As a pre-med College of Liberal Arts major, I’ve always sought opportunities for multidisciplinary learning. Unfortunately, I’ve come to realize that if I want to satisfy my major and pre-professional requirements while graduating in four years, I have few opportunities to check out any potential new areas of interest.
In addition to disciplinary and college-specific course requirements, UT undergraduates must complete the 42-hour Texas Core Curriculum. These requirements are intended to “allow students to put their major coursework into a broader intellectual context and understand how other disciplines raise and answer important questions.”
When combined with course requirements, however, the curriculum has limited students’ ability to deepen their exploration of personal or novel interests.
In order to rectify this problem, UT should create a student advisory body that helps administration creatively leverage the Texas Core Curriculum to provide Longhorns with maximal flexibility to nourish their intellectual curiosity.
UT administrators responsible for the adaptation of the Texas Core Curriculum have worked hard to provide students with as much curricular flexibility as possible within the bounds of state-mandated requirements.
“We do have one of the largest course lists of core courses that students can choose from in the state,” said Jen Morgan, program manager for the Core Curriculum Office. “We have really tried to make sure that any student will be able to find a course that will be interesting to them.”
However, UT can do more to adapt the Texas Core Curriculum to students’ emerging interests, especially by involving students in the process of determining which courses can fulfill the requirements.
Not only can we provide insight regarding classes that should be designated as compliant for all, but we could also identify areas that the Texas Core Curriculum has rendered curricular deserts.

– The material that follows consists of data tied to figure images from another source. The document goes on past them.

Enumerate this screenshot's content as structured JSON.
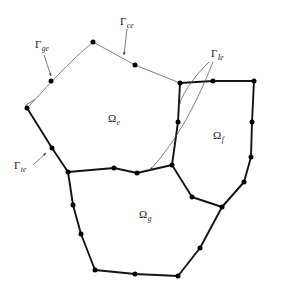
{
  "figure": {
    "type": "finite-element-subdomain-diagram",
    "background_color": "#ffffff",
    "ink_color": "#1a1a1a",
    "thin_line_color": "#6e6e6e",
    "node_color": "#000000"
  },
  "domain_labels": [
    {
      "name": "omega-e",
      "symbol": "Ω",
      "subscript": "e",
      "x": 108,
      "y": 122
    },
    {
      "name": "omega-f",
      "symbol": "Ω",
      "subscript": "f",
      "x": 213,
      "y": 139
    },
    {
      "name": "omega-g",
      "symbol": "Ω",
      "subscript": "g",
      "x": 139,
      "y": 218
    }
  ],
  "boundary_labels": [
    {
      "name": "gamma-ge",
      "symbol": "Γ",
      "subscript": "ge",
      "x": 35,
      "y": 48
    },
    {
      "name": "gamma-ce",
      "symbol": "Γ",
      "subscript": "ce",
      "x": 120,
      "y": 25
    },
    {
      "name": "gamma-Ie",
      "symbol": "Γ",
      "subscript": "Ie",
      "x": 211,
      "y": 57
    },
    {
      "name": "gamma-te",
      "symbol": "Γ",
      "subscript": "te",
      "x": 14,
      "y": 169
    }
  ],
  "leaders": [
    {
      "name": "leader-gamma-ge",
      "path": "M 44 55 L 51 76",
      "arrow_at": [
        52,
        79
      ],
      "arrow_angle": 71
    },
    {
      "name": "leader-gamma-ce",
      "path": "M 127 29 L 124 55",
      "arrow_at": [
        124,
        58
      ],
      "arrow_angle": 97
    },
    {
      "name": "leader-gamma-te",
      "path": "M 33 165 L 46 153",
      "arrow_at": [
        49,
        150
      ],
      "arrow_angle": -43
    },
    {
      "name": "leader-gamma-Ie-upper",
      "path": "M 209 62 C 197 74 185 88 179 105",
      "arrow_at": [
        178,
        109
      ],
      "arrow_angle": 104
    },
    {
      "name": "leader-gamma-Ie-lower",
      "path": "M 213 62 C 198 100 178 140 150 170",
      "arrow_at": [
        146,
        173
      ],
      "arrow_angle": 140
    }
  ],
  "polygons": {
    "omega_e": {
      "name": "subdomain-omega-e",
      "outline": "M 27 108 C 43 92 60 70 93 42 L 135 65 L 180 83 L 178 122 L 172 165 L 137 173 L 114 168 L 68 172 L 52 148 Z"
    },
    "omega_f": {
      "name": "subdomain-omega-f",
      "outline": "M 180 83 L 213 81 L 254 81 L 252 122 L 251 157 L 244 182 L 222 207 L 192 197 L 172 165 L 178 122 Z"
    },
    "omega_g": {
      "name": "subdomain-omega-g",
      "outline": "M 68 172 L 114 168 L 137 173 L 172 165 L 192 197 L 222 207 L 200 248 L 178 276 L 135 274 L 95 270 L 81 234 L 73 205 Z"
    }
  },
  "edges": {
    "gamma_ge": {
      "name": "edge-gamma-ge",
      "path": "M 27 108 C 43 92 60 70 93 42",
      "weight": "thin"
    },
    "gamma_ce": {
      "name": "edge-gamma-ce",
      "path": "M 93 42 L 135 65 L 180 83",
      "weight": "thin"
    },
    "gamma_te": {
      "name": "edge-gamma-te",
      "path": "M 27 108 L 52 148 L 68 172",
      "weight": "thick"
    },
    "interface_ef": {
      "name": "interface-omega-e-omega-f",
      "path": "M 180 83 L 178 122 L 172 165",
      "weight": "thick"
    },
    "interface_eg": {
      "name": "interface-omega-e-omega-g",
      "path": "M 68 172 L 114 168 L 137 173 L 172 165",
      "weight": "thick"
    },
    "interface_fg": {
      "name": "interface-omega-f-omega-g",
      "path": "M 172 165 L 192 197 L 222 207",
      "weight": "thick"
    },
    "omega_f_outer": {
      "name": "outer-boundary-omega-f",
      "path": "M 180 83 L 213 81 L 254 81 L 252 122 L 251 157 L 244 182 L 222 207",
      "weight": "thick"
    },
    "omega_g_outer": {
      "name": "outer-boundary-omega-g",
      "path": "M 68 172 L 73 205 L 81 234 L 95 270 L 135 274 L 178 276 L 200 248 L 222 207",
      "weight": "thick"
    }
  },
  "hatch_band": {
    "name": "clamped-support-hatching",
    "start": [
      27,
      108
    ],
    "end": [
      68,
      172
    ],
    "width": 11,
    "stripe_count": 26
  },
  "nodes": [
    {
      "name": "node-omega-e-top-left-corner",
      "x": 27,
      "y": 108
    },
    {
      "name": "node-gamma-ge-mid",
      "x": 51,
      "y": 81
    },
    {
      "name": "node-omega-e-apex",
      "x": 93,
      "y": 42
    },
    {
      "name": "node-gamma-ce-mid",
      "x": 135,
      "y": 65
    },
    {
      "name": "node-triple-junction-ef",
      "x": 180,
      "y": 83
    },
    {
      "name": "node-interface-ef-mid",
      "x": 178,
      "y": 122
    },
    {
      "name": "node-triple-junction-efg",
      "x": 172,
      "y": 165
    },
    {
      "name": "node-interface-eg-mid-right",
      "x": 137,
      "y": 173
    },
    {
      "name": "node-interface-eg-mid-left",
      "x": 114,
      "y": 168
    },
    {
      "name": "node-triple-junction-eg",
      "x": 68,
      "y": 172
    },
    {
      "name": "node-gamma-te-mid",
      "x": 52,
      "y": 148
    },
    {
      "name": "node-omega-f-top-mid",
      "x": 213,
      "y": 81
    },
    {
      "name": "node-omega-f-top-right",
      "x": 254,
      "y": 81
    },
    {
      "name": "node-omega-f-right-mid",
      "x": 252,
      "y": 122
    },
    {
      "name": "node-omega-f-right-lower",
      "x": 251,
      "y": 157
    },
    {
      "name": "node-omega-f-bottom-right",
      "x": 244,
      "y": 182
    },
    {
      "name": "node-junction-fg",
      "x": 222,
      "y": 207
    },
    {
      "name": "node-interface-fg-mid",
      "x": 192,
      "y": 197
    },
    {
      "name": "node-omega-g-left-mid",
      "x": 73,
      "y": 205
    },
    {
      "name": "node-omega-g-bottom-left-upper",
      "x": 81,
      "y": 234
    },
    {
      "name": "node-omega-g-bottom-left",
      "x": 95,
      "y": 270
    },
    {
      "name": "node-omega-g-bottom-mid",
      "x": 135,
      "y": 274
    },
    {
      "name": "node-omega-g-bottom-right",
      "x": 178,
      "y": 276
    },
    {
      "name": "node-omega-g-right-lower",
      "x": 200,
      "y": 248
    }
  ]
}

“I think (the core) can be really limiting to students who have passions and are really willing to take classes from all different disciplines but (whose) choices don't fit in those really rigid rules presented by UT,” said Willa Scanlon, human development and family sciences sophomore.
The Texas Core Curriculum’s Visual and Performing Arts requirement is a great example of this.
“I have been excited about the VAPA requirement since I came to UT because I have played music my whole life,” Scanlon said. “But upon looking at the course listings offered for the VAPA credit, no legitimate music classes will count for that credit.”
Mary Rose, chair of UT’s Core Curriculum Advisory Committee, which assesses the Texas Core Curriculum and reviews proposals to modify the program, emphasized the merits of the curriculum in “forcing exploration.”
“If you think you know at 18 all of the things you need to know in your life, I would argue that you don’t,” Rose said. “Part of what allows you to go forward with the most flexibility to learn new things is that (Texas Core Curriculum) broad education.”
However, this broad education fails when students don’t have some degree of choice in creating their own educational pathways. Indeed, offering students enhanced curricular flexibility is an accelerating trend in higher education. Many institutions are even empowering students to create their own degrees.
By allowing students to take an active role in co-creating new ways to adapt the Texas Core Curriculum to their evolving interests, UT’s course requirements will more fully reflect the needs of students. More importantly, it will foster students’ investment in and accountability for their own learning.
Strelitz-Block is a Plan II sophomore from Austin, Texas.